Reality is that which, when you stop believing in it, doesn’t go away.—Philip K. Dick.

  Experiments show that even trained minds, fully aware that a they are in a simulation, perhaps walking across a steep drop on a plank, will wobble, shake and react almost unconsciously, as if, they were REALLY in the simulated scene. Meditation can have a similar effect, as can some drug use, and in fact all consciousness change techniques confront a similar question.    

  With VR, however, it’s like coming at it from another place altogether, a place where you are suddenly forced to face deep rooted questions of the nature of reality, identity, perception, likes and fears etc. You do not have to train the mind to be still, so that the clear images may emerge, or chemically alter your neuro-semantic system, no, although these techniques have their own plus and minus points. No, a convincing 3D immersive audio/visual simulation can trigger similar neuro-chemical activity, resulting in dormant, perhaps unconscious but instinctive sensory responses. It does not take much to pull the wool, or goggles, over the eyes, and influence the deep rooted physical responses to neural stimulation. I predict that soon, one may propose a new '360 immersive' expression of the meaning of Quantum Mechanics, or Quantum Entanglement, or Mirror Neurons. Make it new.

democratic civilization will save itself only if it makes the language of the image into a stimulus for critical reflection — not an invitation for hypnosis.—Umberto Eco"Can Television Teach?" in Screen Education 31 (1979), p. 12.

  This is my hacked together message, a trigger, whereby i hope you at least go and read Dr Wilson and Umberto Eco again. Contemplate for yourself the nature of reality and realities, and of virtual reality and virtual realities, and perhaps if you are fortunate, with the additional help of the latest VR hardware. With luck, in here, some of the the foundational principles of general semantics, and semiotics, can ride shotgun together, inside the latest 3D VR environments. 

  I think we are going to require innovative tools to help the public at large gain more empathy for what is beyond their senses, and learn to better discern the real from the unreal, or...the pretty much real from the not really so real, and so on...

...New tools to combat naive realism, together with captivating games, films, porn and beyond, all media that will shape and meta-program the minds of many generations to come. In VR, you may finally be able to go fuck yourself backwards, convincingly enough to never say that phrase again without wincing.        


—Steve Fly.
    Bristol.
    UK


I'll leave you with these thoughts...
The conspiracy theory of society . . . comes from abandoning God and then asking: "Who is in his place? - Karl Popper. From Yesod, Chapter 118 of Foucault’s Pendulum by Umberto Eco.
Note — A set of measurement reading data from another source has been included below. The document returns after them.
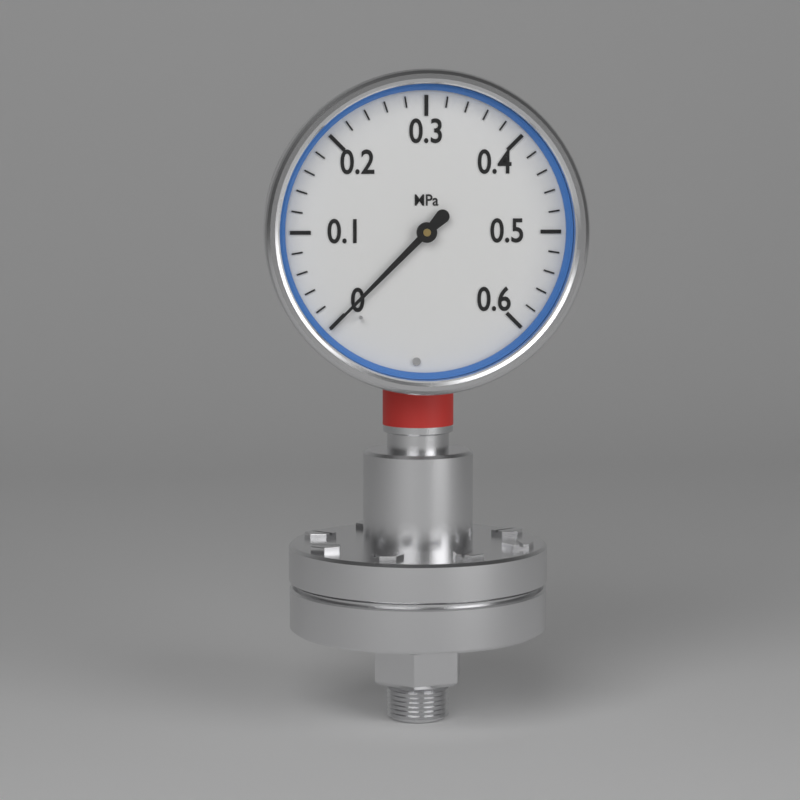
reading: 0.00 MPa
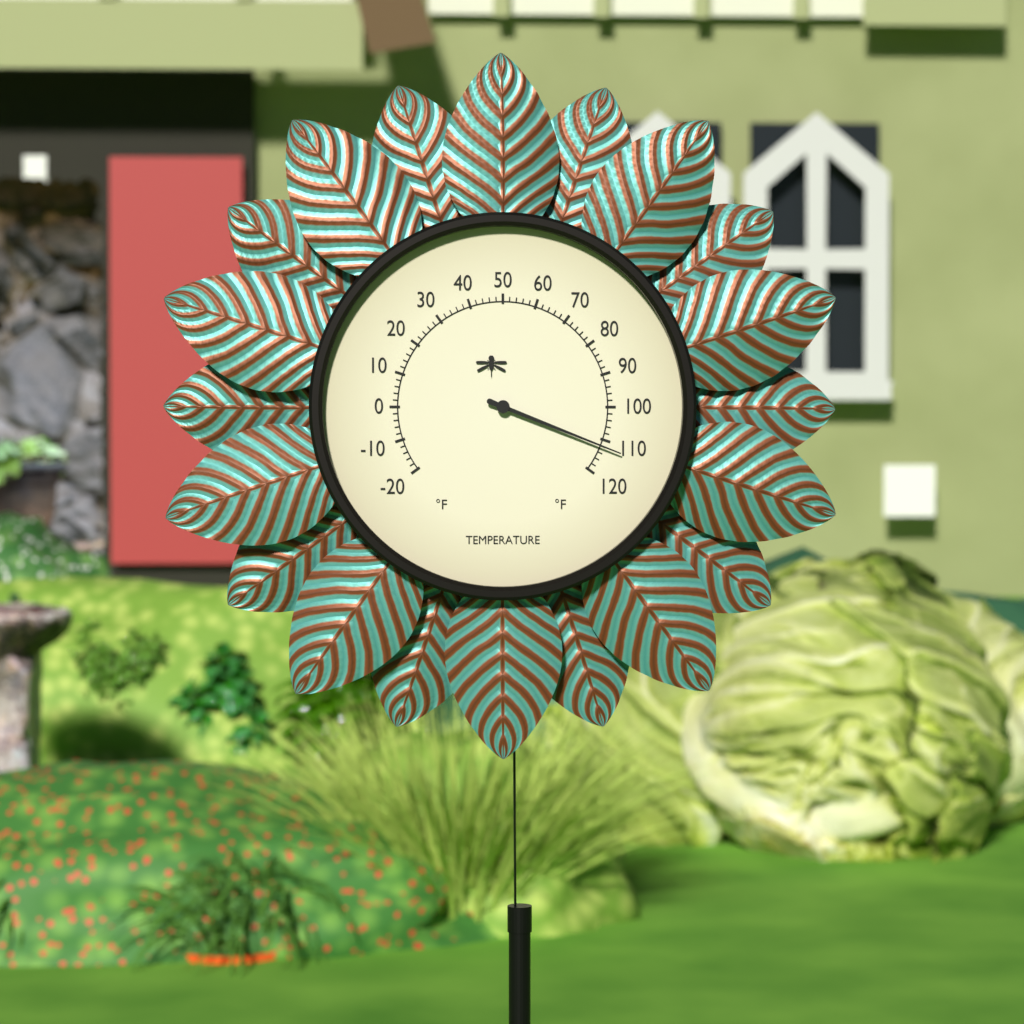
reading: 112 °F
"You need the "is of identity" to describe conspiracy theories. Korzybski would say that proves that illusions, delusions, and "mental" illnesses require the "is" to perpetuate them. (He often said, "Isness is an illness.”) Korzybski also popularized the idea that most sentences, especially the sentences that people quarrel over or even go to war over, do not rank as propositions in the logical sense, but belong to the category that Bertrand Russell called propositional functions. They do not have one meaning, as a proposition in logic should have; they have several meanings, like an algebraic function.— Robert Anton Wilson, Language as Conspiracy, p. 277.